Dean Coulson's kits were operated by a crooked detective agency headed by a rogue police officer.
Coulson, 42, from Romford, admitted "possessing apparatus for dishonestly obtaining a communications service" and was jailed for four months.
He was the last accused to be convicted in a series of corruption cases lasting more than a year.
Dean Coulson's hi-tech home-made devices eventually ended up in the hands of Active Investigation Services (AIS), a City-based company headed by a rogue Metropolitan police officer, Southwark Crown Court heard.
They were then used to listen in to conversations of those targeted on the orders of the agency's clients.

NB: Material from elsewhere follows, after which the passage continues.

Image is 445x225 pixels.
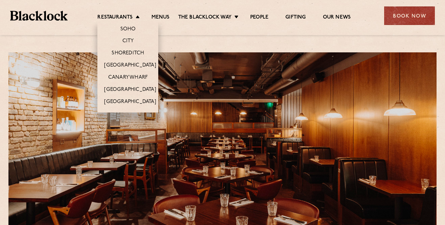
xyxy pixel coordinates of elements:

Apart from spying on spouses the company helped snoop on another client's business rival, and was paid by a waste disposal operation to undermine opposition over alleged planning breaches.

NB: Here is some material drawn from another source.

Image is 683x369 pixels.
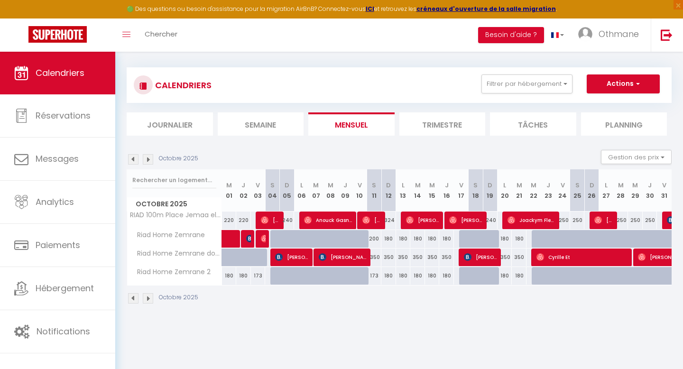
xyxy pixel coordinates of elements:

Coulson was one of 23 people arrested during a police investigation.
Fifteen of his co-defendants were subsequently jailed, with the longest term of 27 months going to Jeremy Young, the police constable who ran the detective agency when on long-term sick leave.
Outside court Detective Inspector Kevin Hyland said: "Today's sentence, the last in a long series of court cases over more than a year, highlights the Met police's drive to target corruption.
"The public should be aware that when they use the services of a private detective agency they can also be held accountable for any criminal acts committed on their behalf."